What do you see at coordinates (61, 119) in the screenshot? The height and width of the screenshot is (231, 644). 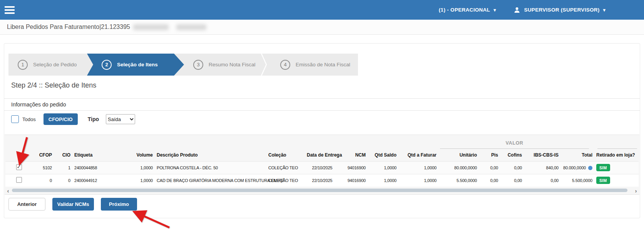 I see `cfop-cio-button: CFOP/CIO` at bounding box center [61, 119].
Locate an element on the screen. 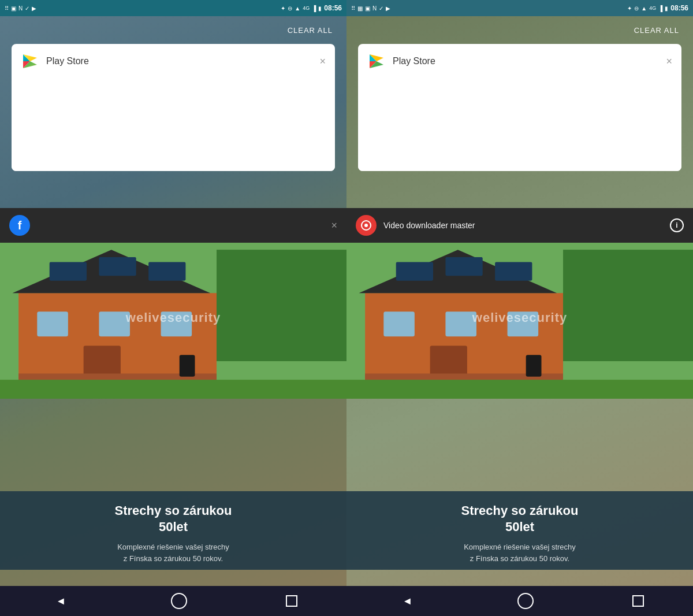 The image size is (693, 616). left-nav-bar: ◄ is located at coordinates (173, 601).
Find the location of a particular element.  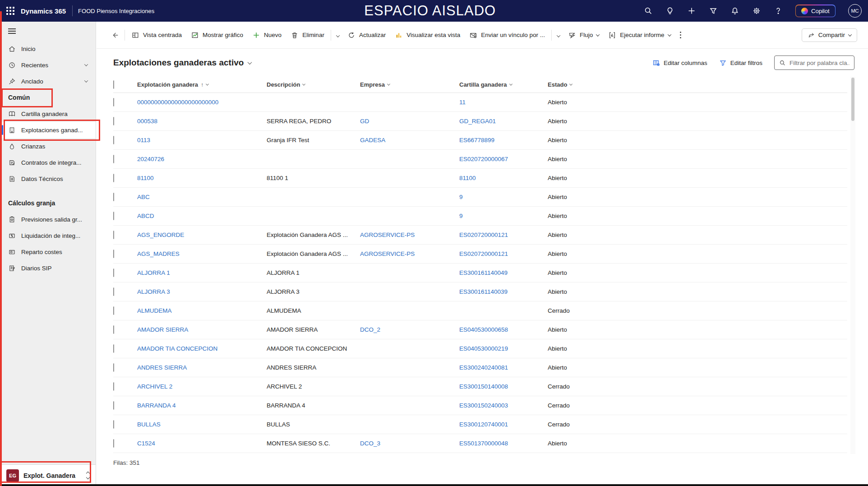

sidebar-item-cartilla-ganadera: Cartilla ganadera is located at coordinates (48, 114).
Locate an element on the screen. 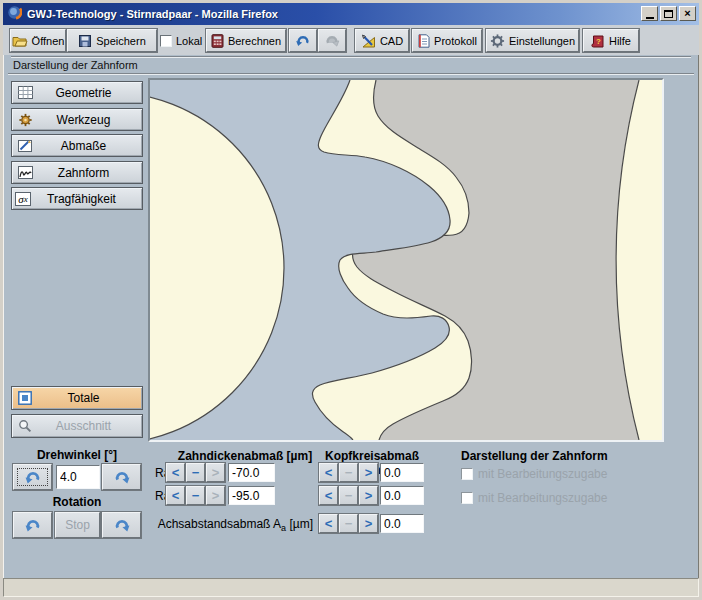 This screenshot has height=600, width=702. zahndicken-header: Zahndickenabmaß [µm] is located at coordinates (245, 456).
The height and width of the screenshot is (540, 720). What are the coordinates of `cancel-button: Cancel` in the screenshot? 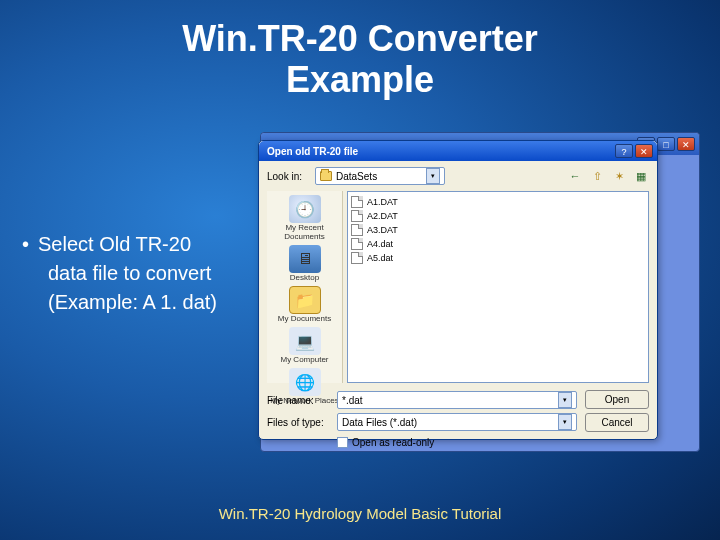 It's located at (617, 422).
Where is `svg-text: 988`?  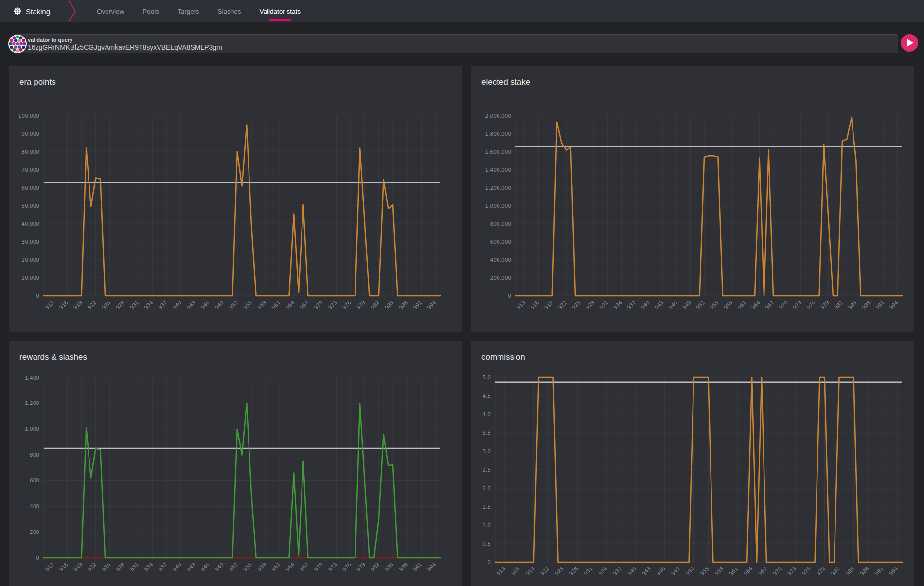
svg-text: 988 is located at coordinates (404, 567).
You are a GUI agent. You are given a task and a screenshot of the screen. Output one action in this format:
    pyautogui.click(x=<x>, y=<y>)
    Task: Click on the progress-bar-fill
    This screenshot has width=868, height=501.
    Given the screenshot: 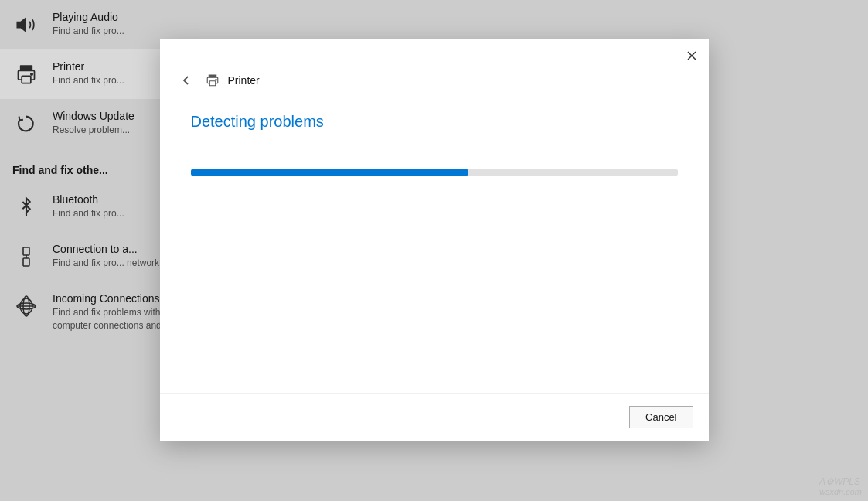 What is the action you would take?
    pyautogui.click(x=329, y=172)
    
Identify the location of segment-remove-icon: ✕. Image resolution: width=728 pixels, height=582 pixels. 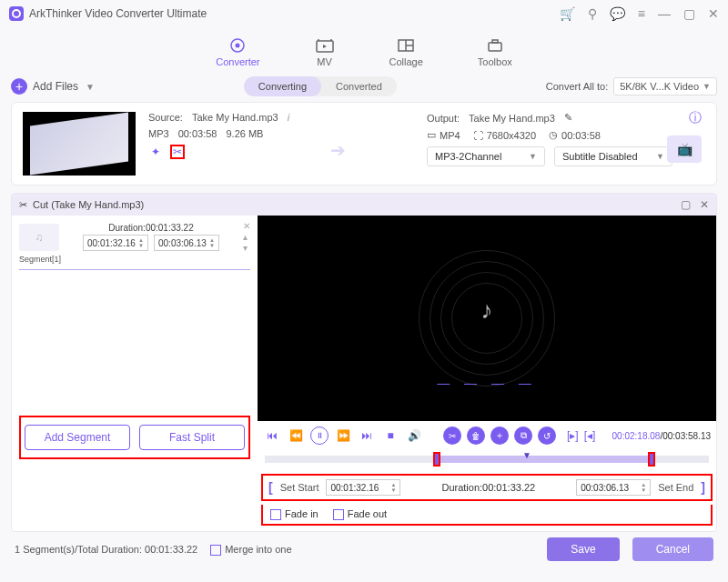
(247, 226).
● ● ●
§ TASK PROMPT: Retype exactly the lines above, from the one with "You are a GUI" through the one with "This screenshot has width=868, height=501.", inclusive.

§ EXERCISE RESULT:
You are a GUI agent. You are given a task and a screenshot of the screen. Output one action in this format:
    pyautogui.click(x=<x>, y=<y>)
    Task: Click on the progress-bar-fill
    This screenshot has width=868, height=501.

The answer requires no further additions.